The article is paywalled, but from the part I could read, it sounds like they’re just making hyperbolic colors, which is a pretty well known phenomenon which you can experience at home: https://en.wikipedia.org/wiki/Impossible_color#Chimerical_colors
They’ve done it using a new technique which is cool, but seeing super saturated hyperbolic colors is not a new thing.
It’s bright super-saturated teal. So now we know teal is “true” green.
This sounds cool to me. I’d love to see it.
Better be named “Octarine”
I will never have an original thought in my life.
Anyway, I’m on book 18 or so, 3rd pass, still finding jokes and references I missed. Calling it now, Discworld is the best fiction I’ve read in 40+ years.
Sir Pratchett was a genius. He will continue to be missed.
Also worth reading the books he co-wrote with Stephen Baxter.
Also worth reading the books he co-wrote with Stephen Baxter.
The first book is ok, but the rest of the series is pretty meh. Still bought and read them all as a Pratchett fan, but I wouldn’t recommend them to others. If you want to expand past the Discworld series, Good Omens is a much better recommendation. Also Nation is a really good book too.
Similarly, I think I’ve read somewhere that pink isn’t in the color spectrum. Or was it magenta?
A lot of colors, like those, as well as gold, aren’t on the spectrum of visible light either.
Gold is – it’s an orangeish yellow.

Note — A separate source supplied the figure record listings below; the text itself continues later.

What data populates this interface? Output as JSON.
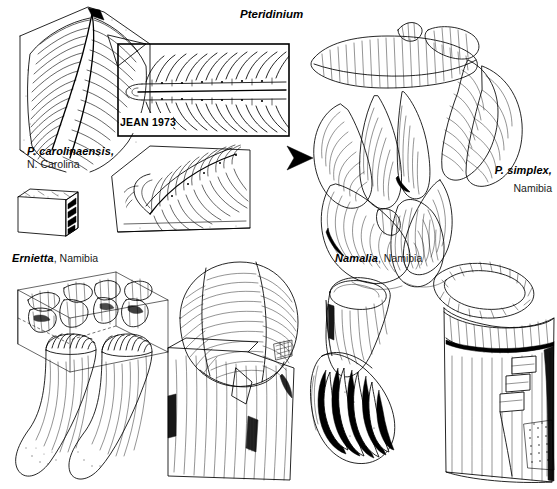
{
  "figure": {
    "kind": "scientific-illustration",
    "background_color": "#ffffff",
    "ink_color": "#000000"
  },
  "panels": {
    "top_left": {
      "name": "pteridinium-carolinaensis-panel",
      "title": "Pteridinium",
      "specimen_label": "P. carolinaensis,",
      "locality_label": "N. Carolina",
      "inset": {
        "caption": "JEAN 1973",
        "box": {
          "x": 117,
          "y": 43,
          "w": 173,
          "h": 94
        }
      }
    },
    "top_right": {
      "name": "pteridinium-simplex-panel",
      "specimen_label": "P. simplex,",
      "locality_label": "Namibia"
    },
    "bottom_left": {
      "name": "ernietta-panel",
      "specimen_label": "Ernietta",
      "locality_label": ", Namibia"
    },
    "bottom_right": {
      "name": "namalia-panel",
      "specimen_label": "Namalia",
      "locality_label": ", Namibia"
    }
  },
  "connectors": {
    "arrow": {
      "name": "transition-arrow",
      "direction": "right",
      "color": "#000000"
    },
    "leader": {
      "name": "inset-leader-triangle",
      "from": "fossil-slab",
      "to": "jean-1973-inset"
    }
  }
}
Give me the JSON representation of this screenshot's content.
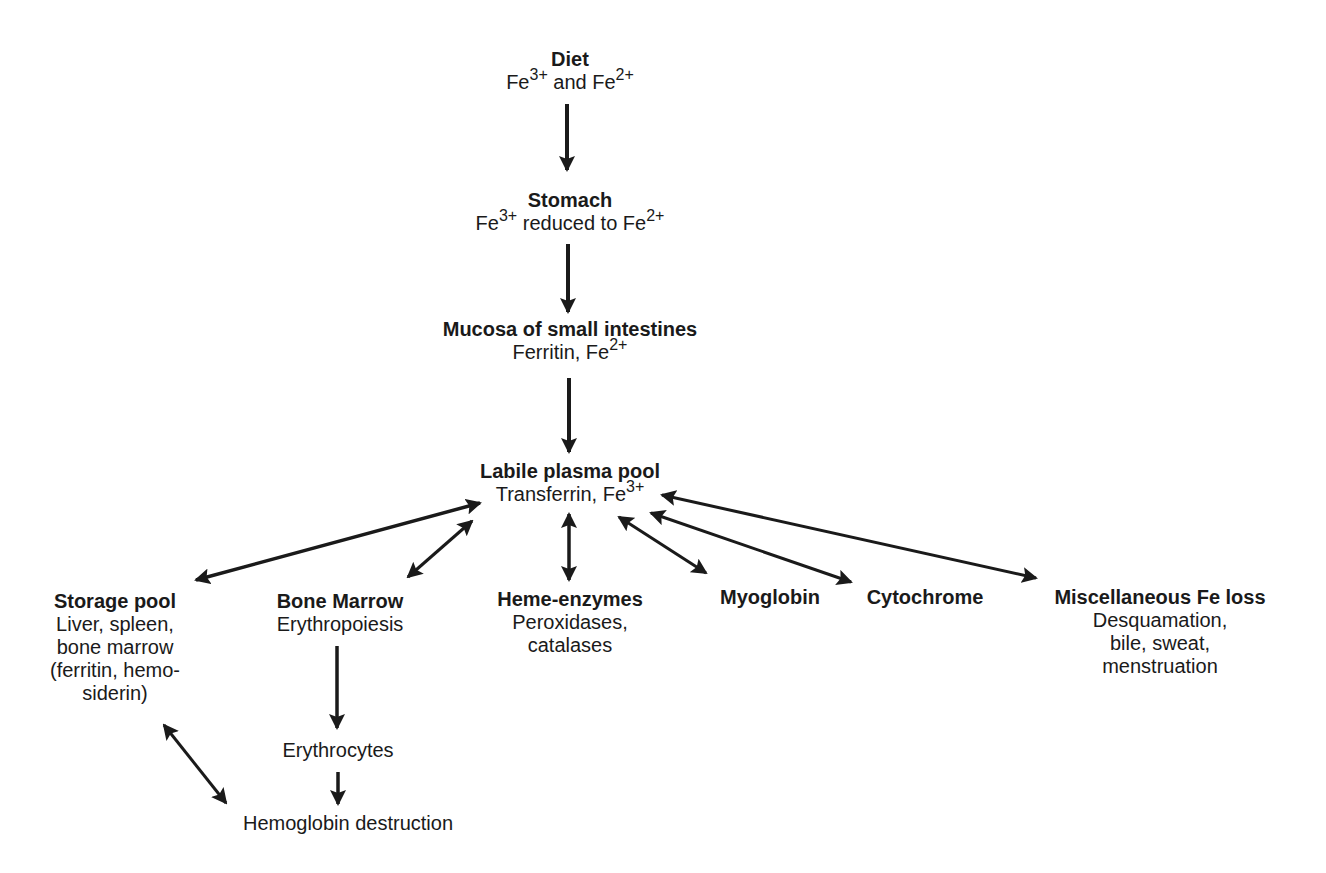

I think what you’re meaning is that when people say “gold”, they usually are referring to the material properties of the metal as well. But the actual color does have a spectral hue. Magenta on the other hand, (including shades of pink that fall under magenta) is not a spectral color, and is just how our brain interprets the combination of signals from our red and blue cones.
Right. If you took a picture of a piece of gold and either sampled a point or blurred it together to one color, it wouldn’t look like gold any more.
I’m not quite sure what you mean. If you took a picture of an orange and sampled a pixel from it, it wouldn’t look like an orange (fruit) any more, but it would look orange (color). Likewise sampling a pixel from a picture of a piece of gold wouldn’t look like gold (metal), but it would still be gold (color).
It would just be yellow
https://www.w3.org/wiki/CSS/Properties/color/keywords
Gold just looks like a dull yellow out of context.
I’ve always wondered why no one ever seems to mention that there’s no such thing as brown light.
It’s orange. Brown is just really dark orange.
It could be a very dark red or yellow as well
Pink is a shade of red, so pink itself is not a real color.